Run stays "pending" and never starts

The execution service is not running or failed to connect to the broker. Check the Platform Service logs for [EvalExecutionService] Started. If this line is absent, verify the Platform Service can connect to the Solace broker.

Run completes but results show no score

LLM-as-a-judge scoring failures do not fail the run — the platform stores the result with an empty score and continues. Open a result, expand the evaluator score section, and check the reasoning field. If reasoning is empty, the LLM call failed silently. Verify that the model configuration assigned to the evaluator is active and reachable from the Platform Service.

AI-assisted dataset generation fails

Invalid JSON response: The orchestrator's model produced output the platform could not parse. Reduce the number of requested examples and retry, or switch to a model with stronger instruction-following.

Timeout: The orchestrator did not respond within EVAL_DATASET_GEN_TIMEOUT seconds. Increase this value (300–600 seconds for large datasets), or generate a smaller batch and append additional examples in a second pass.

Run shows "completed_with_warnings"

At least one example timed out or returned an error from the agent. Open the result inspector for an errored example and check errorMessage. If many examples error, consider increasing EVAL_AGENT_TIMEOUT_SECONDS, reducing the experiment's runs per example, or running against a smaller dataset.

Artifact downloads return 404

The artifact was stored on the local filesystem and the container was restarted, or the artifact was explicitly deleted. Set EVAL_DATA_BUCKET_NAME to a persistent object storage bucket to prevent data loss on restart.

Cannot delete an experiment or dataset

An active (pending or running) run is blocking deletion. Cancel all active runs from the experiment detail page, then retry the deletion.

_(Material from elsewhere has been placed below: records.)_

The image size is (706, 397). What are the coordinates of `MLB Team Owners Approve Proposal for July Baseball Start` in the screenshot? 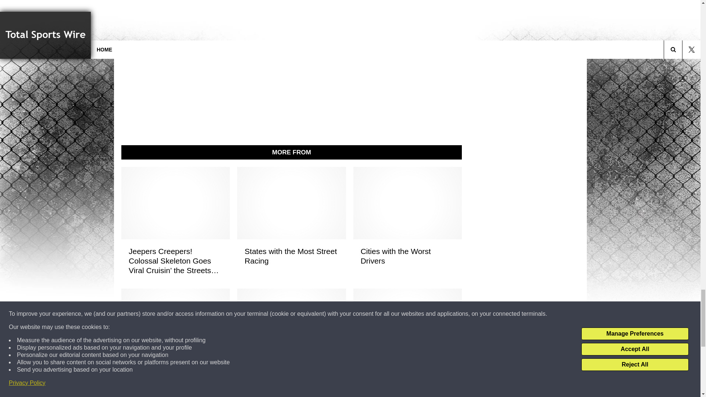 It's located at (406, 382).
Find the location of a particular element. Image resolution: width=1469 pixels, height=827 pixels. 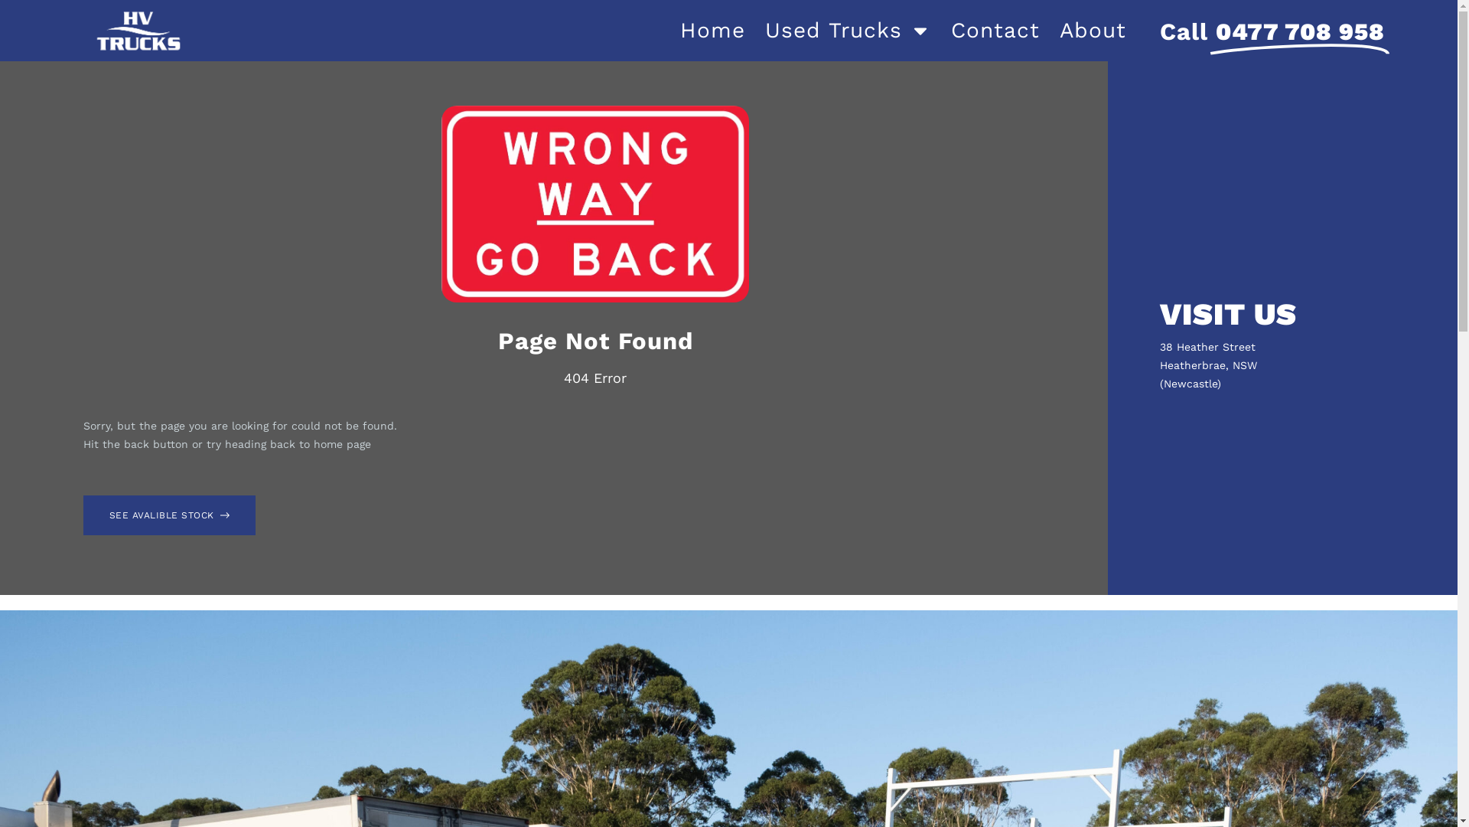

Call 0477 708 958 is located at coordinates (1273, 31).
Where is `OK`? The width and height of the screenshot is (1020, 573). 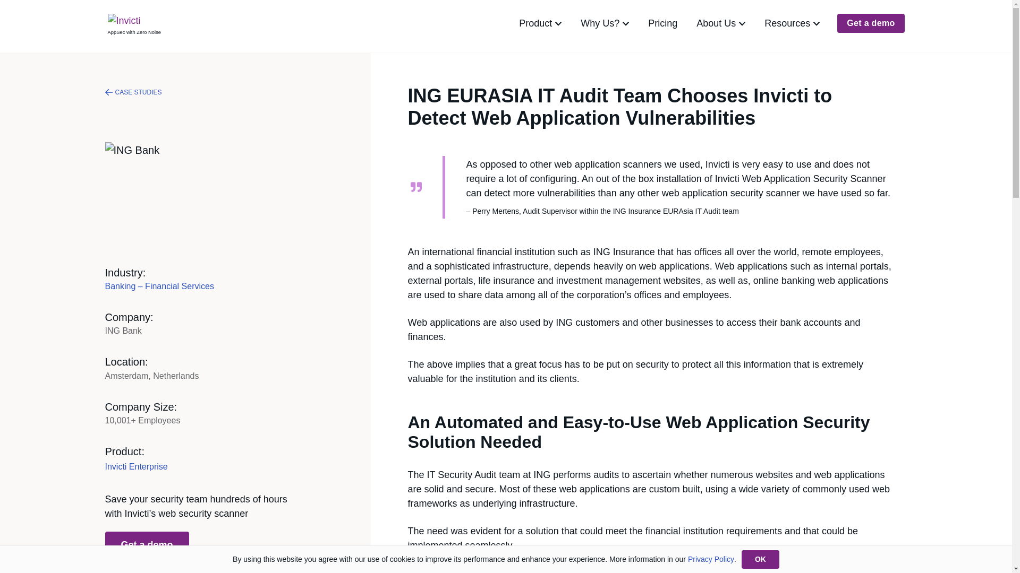 OK is located at coordinates (759, 560).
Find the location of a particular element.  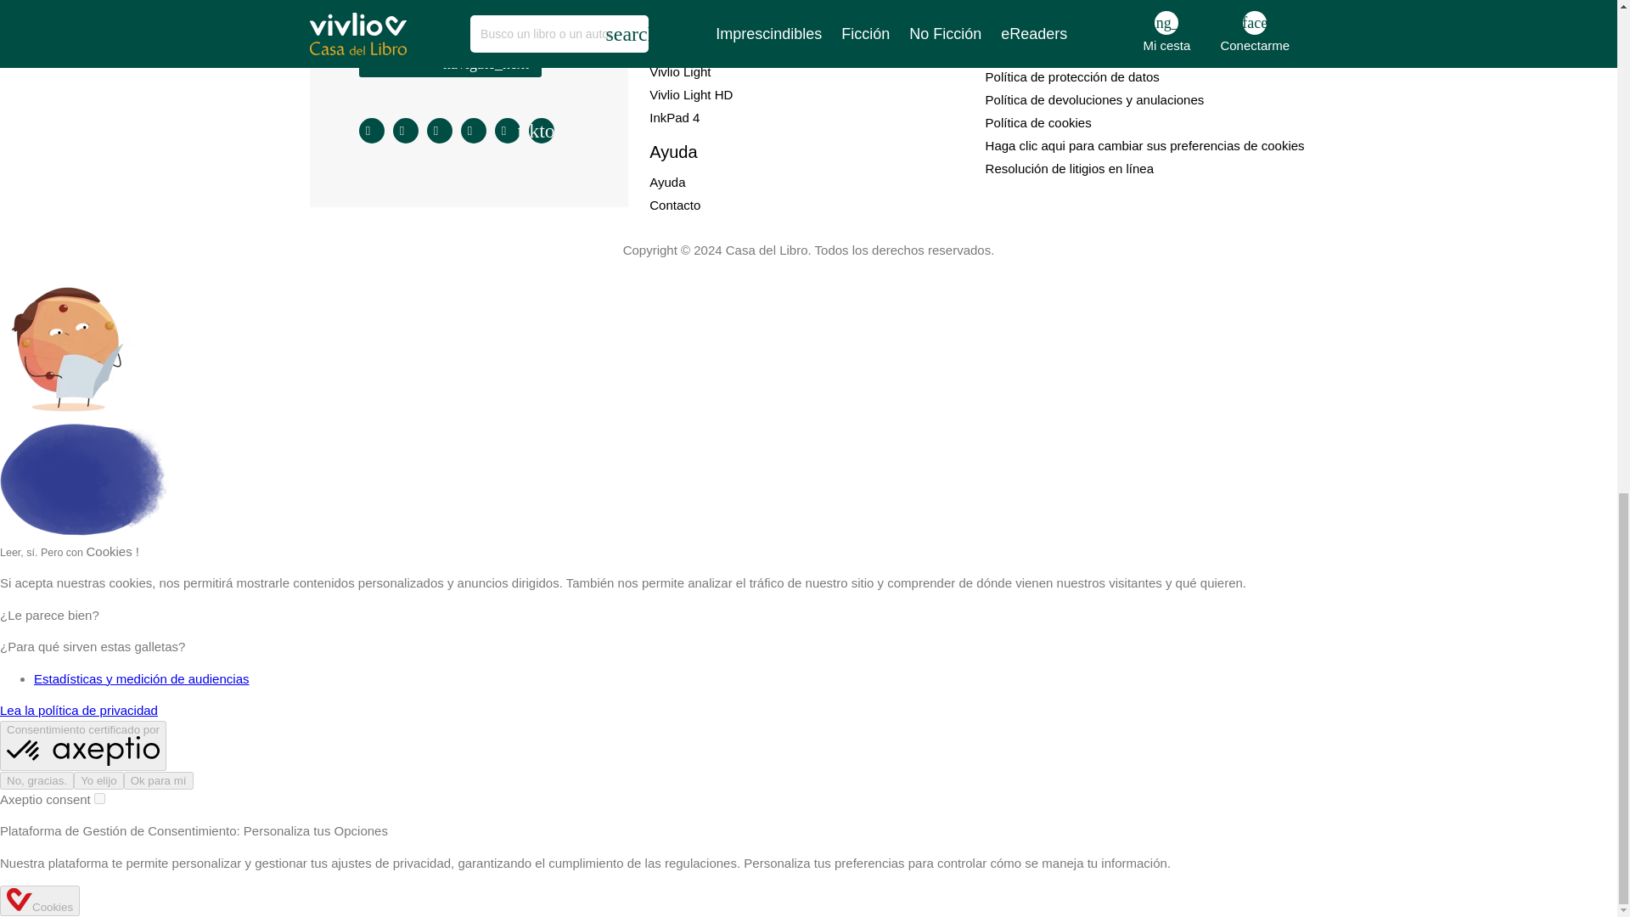

Casa Del Libro Instagram is located at coordinates (372, 131).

  • Evaluating Agents — CLI-based evaluation workflow for Community and Enterprise deployments.
  • Installing Agent Mesh Enterprise — Installation and database configuration.
  • Setting Up RBAC — Configure the sam:evaluations:read, sam:evaluations:write, and sam:evaluations:execute permission scopes to control who can access the Evaluations UI.
  • Model Configurations — Create and manage the model configurations you assign to experiments and LLM-as-a-judge evaluators.